Book Recs About Occult Shit

Jan. 7, 2020, 4:28 p.m.

The occult is a super convoluted and messy thing. Because it stands for hidden things, a lot of the things that we typically associate with the occult has to do precisely with the things that are erased and marginalized. The occult is also a modern phenonmenon, which means that it has to do with colonialism. In the occult section of the bookstore, it can sometimes be hard to tell which books are worth a read, which books are full of orientalism, which books are full of white man speculative bullshit, and which books are going to actually challenge you.

Here are four super interesting books that you should read.



Magic's Reason: An Anthropology of Analogy by Graham M Jones



Magic's Reason: An Anthropology of Analogy by Graham M Jones

I would read this book first, before any of the others. M Jones is my favorite kind of troll. Basically, he is an anthropologist who trolls his own field. This book is all about how illusionists/stage magicians and colonial anthropologists in the 17th and 18th centuries were not only in conversation with each other but relied on one another to validate their work. He writes about how European anthropologists who described magical practices within their colonies as "magical thinking" were not even looking at practitioners in their own cultural context but mostly on illusionists who use orientalist imagery to make their own performances look extreme. He then explains how the alliance of anthropology and illusionism to describe colonies as primitive and magical contributed to Europeans feeling like they are rational and enlightened.

But M Jones also goes further. This book is really just so great because he talks about modernity as a dual process of enchantment and disenchantment. Colonial government forces actually hired illusionists to go to the colonies and perform magic tricks because they thought that doing so would enlighten the colonial subjects that their magic is just a bunch of tricks, make them stop believing their own magicians, and also start believing that French magic is better. M Jones finds all sorts of stuff out by looking at primary documents, like how colonial subjects weren't as stupid as their colonizers thought they were and actually wrote about the stage magicians sent to sway them as continuing a humanist tradition that they were well aware of.

Read this book. It's a fun one.



Modernism and the Occult by John Bramble



Modernism and the Occult by John Bramble

So, this book is extremely impressive because it provides so much primary documentation of just how many extremely prominent writers, artists, architects, etc drew on fetishized imagery of European colonies to make their work. But it's also interesting because it explores how colonial encounters created the European medium, hypnotist, and eventually scientist really deeply. Bramble talks about the different ways that the dying aristocratic class and new liberal, bourgeois class desired, performed, and exorcised the colonies. This book is really instrumental if you want to truly understand just how science, as an institution, developed from occult roots. It's also important if you want to understand how modern occultists revived older enlightenment era ideas around primitivism.



Psychomagic: The Transformative Power of Shamanic Psychotherapy by Alejandro Jodorowsky



Psychomagic: The Transformative Power of Shamanic Psychotherapy by Alejandro Jodorowsky

Jodorowsky is a filmmaker, which means that this book is about the theater and spectacle of magic. I would actually read this book with M Jones' book, since a wider understanding of stage magic and cultural magic can make you look at some of Jodorowsky's claims in a new way. The entire thing is basically his accounts of witnessing magical rituals in South America and, because it's a first person narration, it reads more like a journal or diary than a study. Jodorowsky's claim is basically that magic is a form of theater that has the power to heal people physically and, read with M Jones' Magic's Reason, you can draw a lot more conclusions Jodorowsky's representations of magicians.



Psychology and the Occult by Carl Jung



Psychology and the Occult by Carl Jung

This book is pretty hilarious. It's all about how Jung was tricked by his fifteen year old niece into believing that she was channeling some spirits. Basically, she was bored and thought that she would pretend to be possessed. Jung believed her because he thought that, as a young girl, she couldn't be so clever as to make the possession look so realistic. The funny thing is, even when his niece grew a bit older and admitted that she was just pretending the whole time, Jung continued to think that she was possessed because he didn't think that she could be such a good actor. Then, he makes a bunch of theories about collective unconscious based on his niece's performances. DEFINITELY read M Jones and Bramble before you read this book and you'll enjoy it as a first hand account of how white girls having fun with being mediums, while fully aware of orientalist rhetoric, contributed to white male academic ideas about the primordial as a feminine and primitive feeling space.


### What the task requires
A faithful copy of every entry, with the pictures removed, is what is needed here.

### Material for the task
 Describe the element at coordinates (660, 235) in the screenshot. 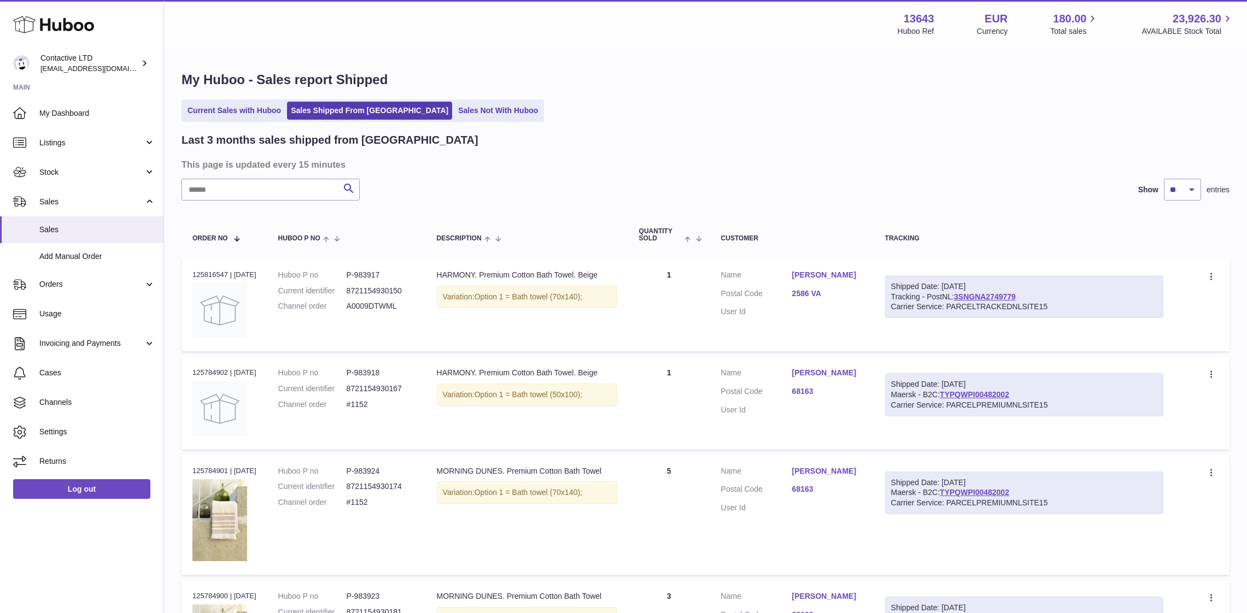

I see `span: Quantity Sold` at that location.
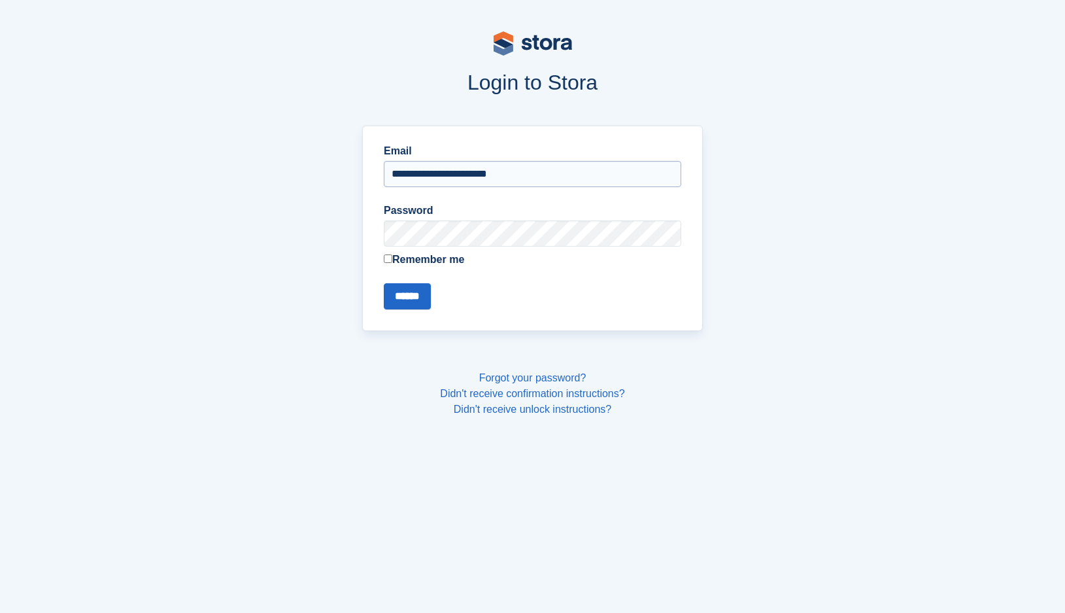 The height and width of the screenshot is (613, 1065). What do you see at coordinates (532, 260) in the screenshot?
I see `label: Remember me` at bounding box center [532, 260].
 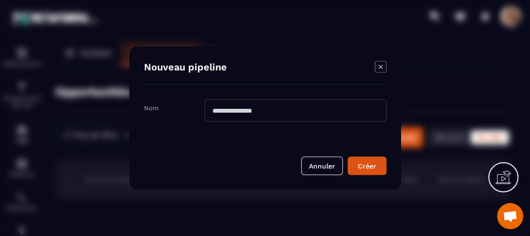 I want to click on h4: Nouveau pipeline, so click(x=185, y=68).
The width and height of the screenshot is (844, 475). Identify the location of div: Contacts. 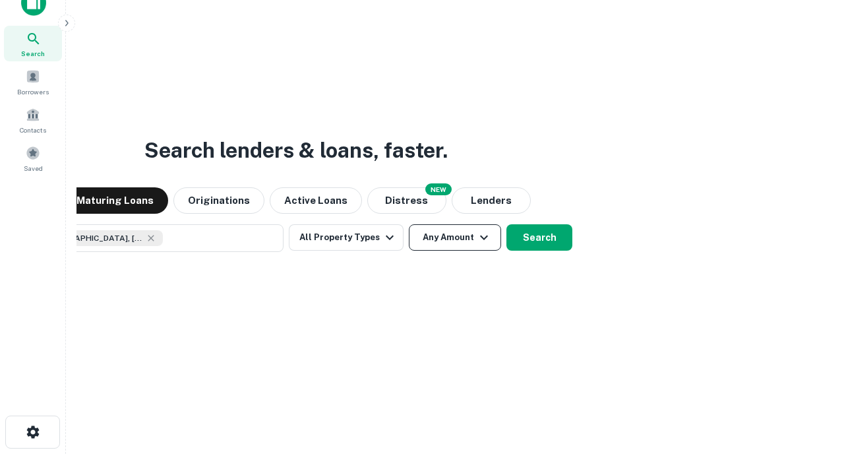
(33, 120).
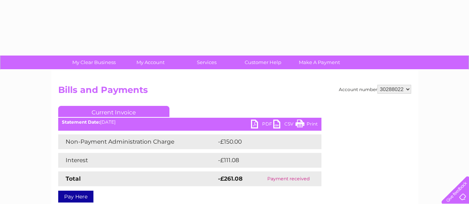 Image resolution: width=469 pixels, height=204 pixels. Describe the element at coordinates (150, 62) in the screenshot. I see `a: My Account` at that location.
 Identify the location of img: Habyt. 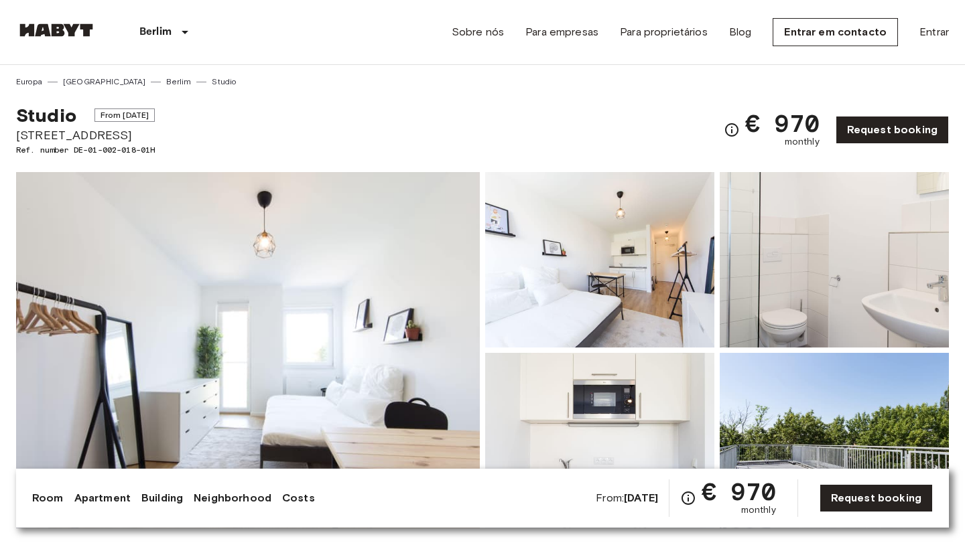
(56, 30).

### Task response
 Describe the element at coordinates (660, 235) in the screenshot. 

I see `span: Quantity Sold` at that location.
 The height and width of the screenshot is (613, 1065). What do you see at coordinates (532, 260) in the screenshot?
I see `label: Remember me` at bounding box center [532, 260].
  I want to click on h4: Nouveau pipeline, so click(x=185, y=68).
The width and height of the screenshot is (844, 475). Identify the location of div: Contacts. 
(33, 120).
 Image resolution: width=469 pixels, height=204 pixels. Describe the element at coordinates (150, 62) in the screenshot. I see `a: My Account` at that location.
 Identify the location of img: Habyt. 
(56, 30).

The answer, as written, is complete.